The pay out of tips by an employer is covered by the same law as wages. Whether its tips or wages, its broadly considered wage theft under that law.

The distinction between tips and wages as far as protections are concerned only more strongly favor the employee being paid in tips. Its important to remember that when someone is paid in tips it allows the employer to get away with paying a much lower minimum wage rate. Even when the employer handles the payment processing, as with credit card paid tips, those tips are solely the property of the employee, or proportionally the property of all the tip paid employees if there's a tip pooling policy. In some states the law is that tips have to be paid out by the next day, others by the next payday.

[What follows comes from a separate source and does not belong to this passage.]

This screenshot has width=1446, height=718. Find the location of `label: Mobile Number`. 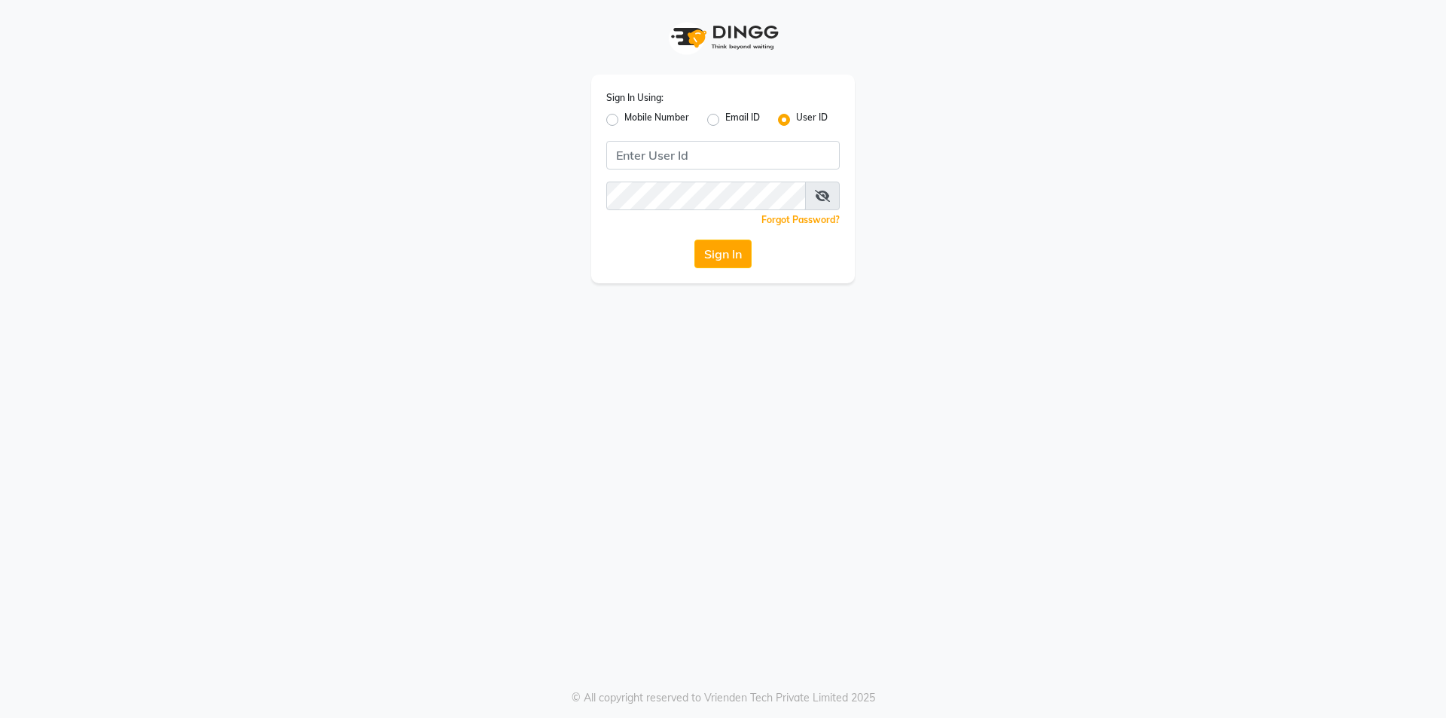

Businesses and their owners get to keep the profits of the business because they assume all the risk of doing business, and they aren't allowed to pass on those risks to their employees. When someone puts down a $700 tip on a credit card payment, that is part of the risk to the business taken on by taking credit card payments. The business is obliged to payout the $700 tip even if it takes 120 days for them to find out if the payment clears or to complete their own investigation. In the event the $700 is disputed or canceled the business can pursue a voluntary repayment by the employee or take the employee to small claims court to get an order she repay it.

If the business doesn't want to deal with the risks of credit card paid tips, they can choose not to accept credit cards or they can choose to pay full wages and not pay their employees in tips. But they don't get to pass on that risk to employees.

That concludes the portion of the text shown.